__WHAT IS BEING ASKED__. Only one stretch of the data below is needed. Output the lines from the one with "This screenshot has width=1630, height=917." up to and including the one with "This screenshot has height=353, width=627.", exactly as they stand.

+ + + + +

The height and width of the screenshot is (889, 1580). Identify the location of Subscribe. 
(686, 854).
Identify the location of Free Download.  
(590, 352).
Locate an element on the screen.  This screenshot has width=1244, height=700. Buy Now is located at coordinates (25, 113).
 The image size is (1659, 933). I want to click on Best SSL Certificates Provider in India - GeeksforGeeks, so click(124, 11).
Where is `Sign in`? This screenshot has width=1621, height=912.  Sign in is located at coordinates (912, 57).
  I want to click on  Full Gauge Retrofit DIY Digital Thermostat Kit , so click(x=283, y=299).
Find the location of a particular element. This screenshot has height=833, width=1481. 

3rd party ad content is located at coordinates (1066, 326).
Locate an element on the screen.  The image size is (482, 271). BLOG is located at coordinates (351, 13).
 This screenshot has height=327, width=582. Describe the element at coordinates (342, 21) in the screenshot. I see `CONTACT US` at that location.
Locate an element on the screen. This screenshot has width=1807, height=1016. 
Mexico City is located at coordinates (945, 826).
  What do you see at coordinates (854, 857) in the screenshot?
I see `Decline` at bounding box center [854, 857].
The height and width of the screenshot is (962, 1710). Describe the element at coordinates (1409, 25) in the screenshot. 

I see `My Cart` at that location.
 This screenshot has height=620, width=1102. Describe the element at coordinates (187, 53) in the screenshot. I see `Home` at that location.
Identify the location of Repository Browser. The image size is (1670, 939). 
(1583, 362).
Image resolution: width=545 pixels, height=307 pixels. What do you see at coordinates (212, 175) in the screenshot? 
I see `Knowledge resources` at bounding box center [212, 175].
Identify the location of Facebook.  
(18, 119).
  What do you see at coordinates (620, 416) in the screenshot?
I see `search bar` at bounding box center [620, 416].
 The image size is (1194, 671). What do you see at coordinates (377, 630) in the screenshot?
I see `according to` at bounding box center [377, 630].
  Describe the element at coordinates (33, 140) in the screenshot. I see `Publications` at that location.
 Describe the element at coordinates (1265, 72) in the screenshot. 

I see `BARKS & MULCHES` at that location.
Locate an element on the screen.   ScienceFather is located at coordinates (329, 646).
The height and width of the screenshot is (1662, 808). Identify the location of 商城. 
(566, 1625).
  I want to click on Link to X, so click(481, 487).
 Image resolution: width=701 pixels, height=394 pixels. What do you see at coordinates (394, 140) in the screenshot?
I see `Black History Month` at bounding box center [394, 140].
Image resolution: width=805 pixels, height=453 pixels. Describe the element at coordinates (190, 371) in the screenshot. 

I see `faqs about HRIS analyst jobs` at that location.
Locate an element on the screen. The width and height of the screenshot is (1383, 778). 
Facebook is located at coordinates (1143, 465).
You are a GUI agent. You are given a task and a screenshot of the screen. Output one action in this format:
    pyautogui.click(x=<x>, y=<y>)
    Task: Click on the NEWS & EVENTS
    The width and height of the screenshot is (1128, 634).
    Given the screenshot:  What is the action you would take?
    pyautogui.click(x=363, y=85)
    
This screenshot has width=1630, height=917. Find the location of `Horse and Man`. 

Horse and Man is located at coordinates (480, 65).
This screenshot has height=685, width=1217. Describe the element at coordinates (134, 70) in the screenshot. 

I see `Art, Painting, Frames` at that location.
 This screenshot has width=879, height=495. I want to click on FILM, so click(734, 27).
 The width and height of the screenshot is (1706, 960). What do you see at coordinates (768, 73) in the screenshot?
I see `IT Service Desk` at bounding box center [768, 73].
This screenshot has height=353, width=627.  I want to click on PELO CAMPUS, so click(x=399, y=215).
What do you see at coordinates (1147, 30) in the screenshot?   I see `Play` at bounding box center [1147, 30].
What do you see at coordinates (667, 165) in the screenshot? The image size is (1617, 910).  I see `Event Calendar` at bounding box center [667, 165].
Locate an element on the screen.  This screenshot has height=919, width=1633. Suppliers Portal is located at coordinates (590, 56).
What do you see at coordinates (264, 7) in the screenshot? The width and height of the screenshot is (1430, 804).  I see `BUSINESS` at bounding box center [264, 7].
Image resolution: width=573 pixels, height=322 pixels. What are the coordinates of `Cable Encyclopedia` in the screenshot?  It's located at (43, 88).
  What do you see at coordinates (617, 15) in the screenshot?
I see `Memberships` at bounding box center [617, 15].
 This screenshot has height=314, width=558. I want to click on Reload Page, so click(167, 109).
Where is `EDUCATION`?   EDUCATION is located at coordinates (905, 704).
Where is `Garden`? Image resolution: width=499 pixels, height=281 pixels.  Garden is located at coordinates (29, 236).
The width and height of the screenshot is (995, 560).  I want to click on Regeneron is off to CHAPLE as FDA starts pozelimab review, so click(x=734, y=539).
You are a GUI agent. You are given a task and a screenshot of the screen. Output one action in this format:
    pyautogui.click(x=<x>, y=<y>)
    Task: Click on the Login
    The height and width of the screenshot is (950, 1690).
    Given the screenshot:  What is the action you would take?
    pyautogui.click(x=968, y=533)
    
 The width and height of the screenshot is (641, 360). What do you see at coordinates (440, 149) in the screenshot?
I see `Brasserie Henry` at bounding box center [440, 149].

+ + + + +

__WRITTEN RESPONSE__.
This screenshot has width=1630, height=917. Find the location of `Horse and Man`. 

Horse and Man is located at coordinates (480, 65).
This screenshot has height=685, width=1217. Describe the element at coordinates (134, 70) in the screenshot. 

I see `Art, Painting, Frames` at that location.
 This screenshot has width=879, height=495. I want to click on FILM, so click(734, 27).
 The width and height of the screenshot is (1706, 960). What do you see at coordinates (768, 73) in the screenshot?
I see `IT Service Desk` at bounding box center [768, 73].
This screenshot has height=353, width=627.  I want to click on PELO CAMPUS, so click(x=399, y=215).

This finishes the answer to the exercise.